June 4, 2007

 

North Carolina joins Southern States in checking imported seafood

 

 

The North Carolina Department of Agriculture and Consumer Services said it would start testing imported seafood for the presence of antibiotics and chemical contaminants next month.

 

North Carolina now joins Alabama, Arkansas, Louisiana, and Mississippi in testing imports for contamination.

 

Alabama, Louisiana, and Mississippi have banned the sale of catfish imported from China and from Vietnam after detecting illegal antibiotics.

 

The agency said it would also look into strengthening investigations of economic fraud in the seafood industry.

 

The programme would test all types of imported seafood aggressively, said Joseph Reardon, director of the Food and Drug Protection Division at the department.

 

Testing for antibiotics in the fluoroquinolones family began last week. The banned chemical were found in catfish shipments from China and other Asian countries recently.

 

Fluoroquinolones, such as ciprofloxacin, are used to treat severe, life-threatening infections in humans. The chemical was banned in human food as it might result in disease strains which offer greater resistance to human antibiotics.

 

Although the US bans the use of such antibiotics, they are used in foreign fish farms to control diseases.

 

The state Department of Agriculture also will test for the presence of other prohibited chemicals, such as malachite green.

 

A suspected carcinogen, malachite green is banned in the use of aquaculture operations in the United States, but has been detected in fish and eels imported from China, where it is used to treat fungal and bacterial infections.

 

Another area which would be given more teeth are the economic fraud investigations.

 

Recent incidents have arosed in which restaurants advertised higher-priced fish species like grouper or snapper, only to serve cheaper Asian fish to diners. 

 

Investigations would work back through the channels of distribution and focus on distributors and importers, Reardon explained.

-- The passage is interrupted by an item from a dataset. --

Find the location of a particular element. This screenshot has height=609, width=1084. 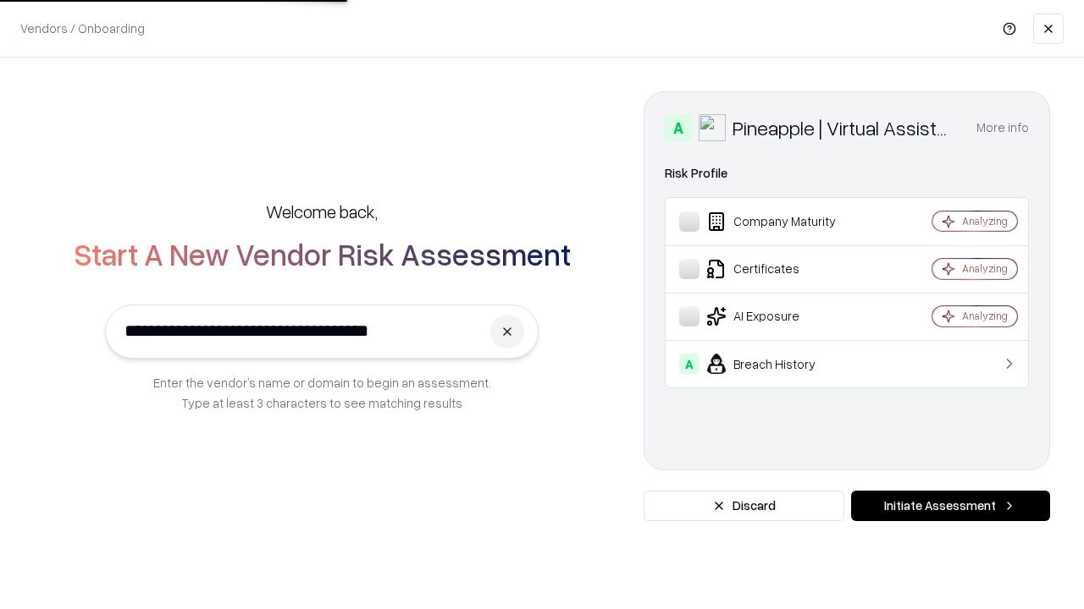

div: Certificates is located at coordinates (780, 269).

Species identification tests would be conducted with the assistance of the FDA.

 

Unscrupulous companies send their contaminated shrimp to the US market because there is a 99-percent chance that it won't be caught, said John Williams, executive director of the Southern Shrimp Alliance, a group representing domestic shrimp fishermen.

 

Such shrimps are more likely to be tested and destroyed by inspectors in Japan or the European Union.

 

Japan inspects approximately 25 percent of shrimp imports, and the EU requires all shrimp exporters to be pre-qualified with health certifications before they are allowed even to ship shrimp to the EU.

 

Earlier this month, the US Senate unanimously passed an amendment that authorizes FDA to increase import inspections.